Exercise goal.
Below are records; extract exactly the lines from the one containing "is (707, 588)." through the last, both included, and keep the pictures out.

(Dataset entries)
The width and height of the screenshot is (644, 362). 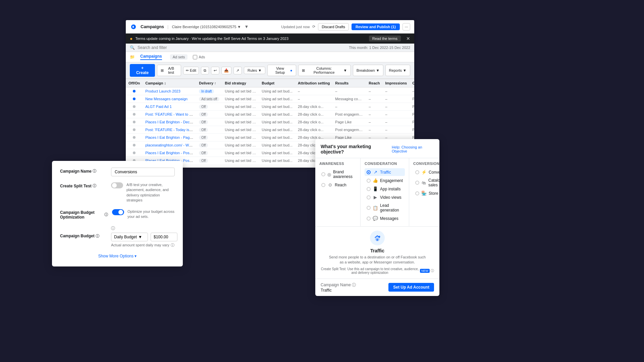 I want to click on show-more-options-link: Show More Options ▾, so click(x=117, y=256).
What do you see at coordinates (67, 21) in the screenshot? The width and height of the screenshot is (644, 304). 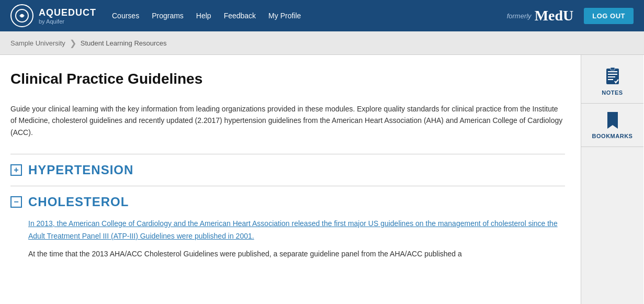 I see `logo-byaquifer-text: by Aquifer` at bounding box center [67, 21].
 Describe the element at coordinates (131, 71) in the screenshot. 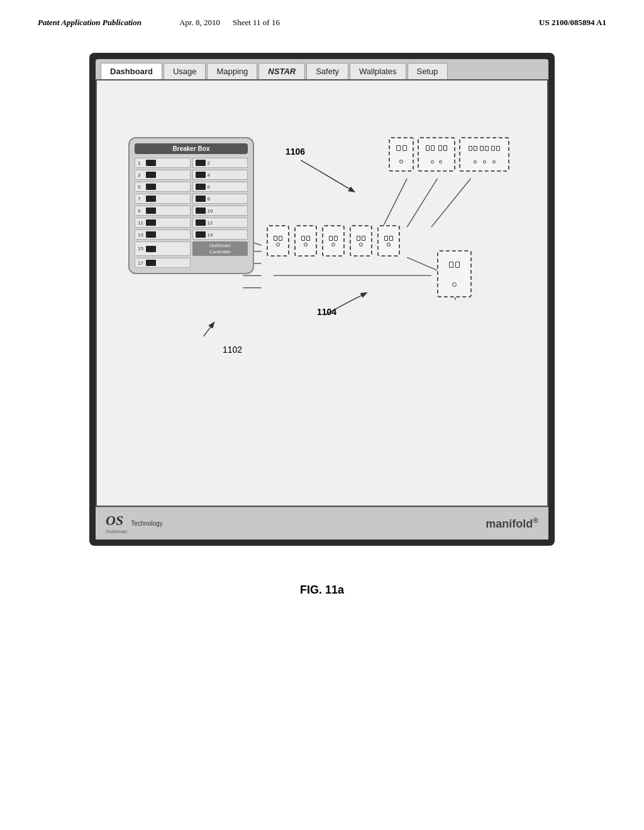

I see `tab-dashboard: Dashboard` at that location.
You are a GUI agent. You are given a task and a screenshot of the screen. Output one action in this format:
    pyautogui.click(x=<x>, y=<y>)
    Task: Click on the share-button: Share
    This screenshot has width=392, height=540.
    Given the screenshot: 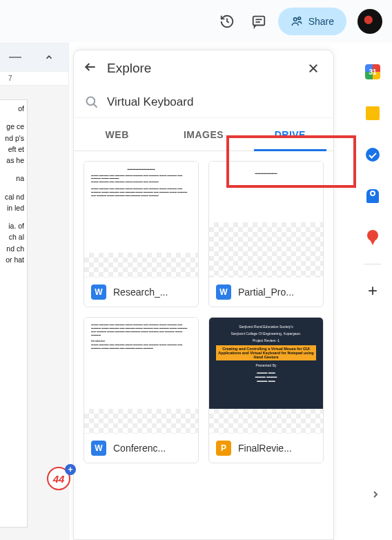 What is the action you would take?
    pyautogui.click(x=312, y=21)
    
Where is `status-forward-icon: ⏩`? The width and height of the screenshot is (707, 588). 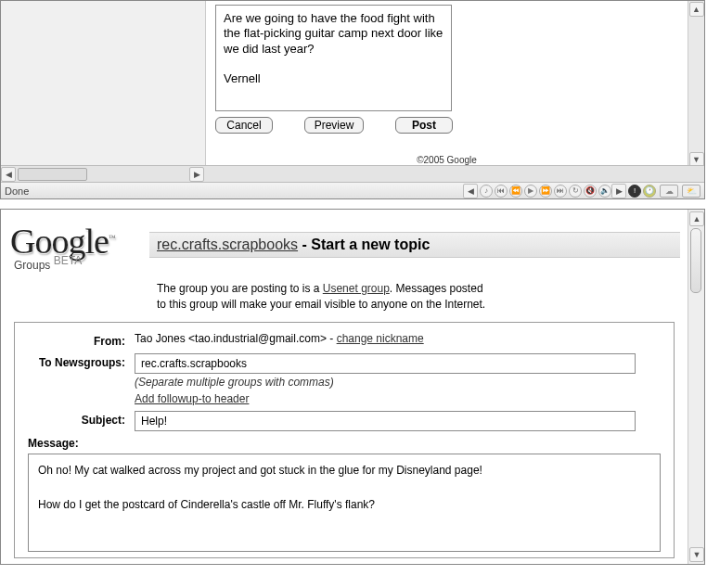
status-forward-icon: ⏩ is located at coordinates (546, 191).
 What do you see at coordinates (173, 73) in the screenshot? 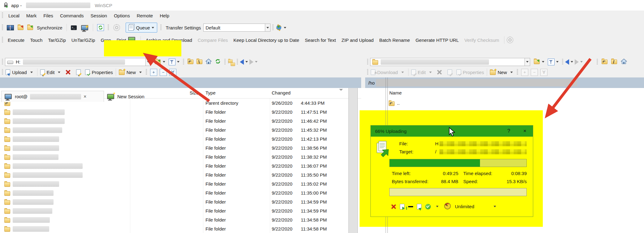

Task output.
Where is `status-forward-icon: ⏩`? The width and height of the screenshot is (707, 588). 
status-forward-icon: ⏩ is located at coordinates (546, 191).
 What do you see at coordinates (173, 73) in the screenshot? 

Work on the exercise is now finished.